I looked at him over my shoulder. A vapid smile split Ingar’s fat face. His bovine brown eyes drifted vacantly behind square lenses; his moony pale head reflected the blue gleam from the porthole. Perhaps this spy could cut both ways.
“What else does Jannoula say?” I asked, sitting up carefully.
“Wonderfool thingks about you, always!” he cried, his doughy hands gesticulating his enthusiasm. “You are her favorite, and thet is a great blessink upon you.”
I was her favorite. My stomach turned. I said, “How long have you known her?”
“Four years,” he said, looking shyly at his feet, as if I’d asked him how long he’d loved her. Maybe I had. He added, “But we only mit—meet? Is more correct?” I nodded, and he continued: “I hev meet her for the first time two months ago. Before thet … no, that. Before that, I only speak to her in my head. You understand.”

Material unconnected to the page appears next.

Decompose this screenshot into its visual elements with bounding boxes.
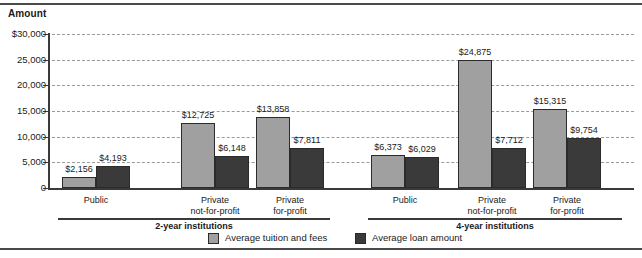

“I do,” I said, but I was silently calculating. Four years meant soon after I’d locked her avatar in the Wee Cottage and shut her out of my mind. She hadn’t stayed lonely long. “How did she find you four years ago?”
Ingar hefted his bulky frame onto the bureau-top bed and beamed. “She sees me the way she sees us all: through the Eye of Heaven, with the helpink of the Saints.”
That was uninformative. I tried to refine the question. “But what did she do once the Saints helped her find you? Did she just show up in your mind one day?”
He blinked. “I heared her voice. She saidt, ‘My friendt, you are not alone. Let me to come in. I am of your kindt, and we are blessed.’ ” He kissed a knuckle toward Heaven.
He’d heard her voice, then, and answered her. Could he have ignored it? If he’d said, No, don’t come in, would the reply itself have been enough to give her an opening? She’d implied that Dame Okra had been keeping her out successfully.
I said, “She said a mutual friend informed her of my travels. Who might that be?”
“One of the other helf-dragons? She holdts spiritual hands with six of us.”
I did some quick addition and couldn’t make it work. “Who?”
He counted off on his fingers. “Abdo, me—of course—eh, Gianni, Okra, Od Fredricka, and my countryman Lars.”
I clapped a hand to my mouth. The room was suddenly too small. I couldn’t breathe. “Excuse me,” I muttered, pushing past Ingar’s knees, heading for the cabin door.
“The ship is rocking too much,” he said cheerfully, miming it. “I understand.”
But he didn’t. I slammed the door in his face.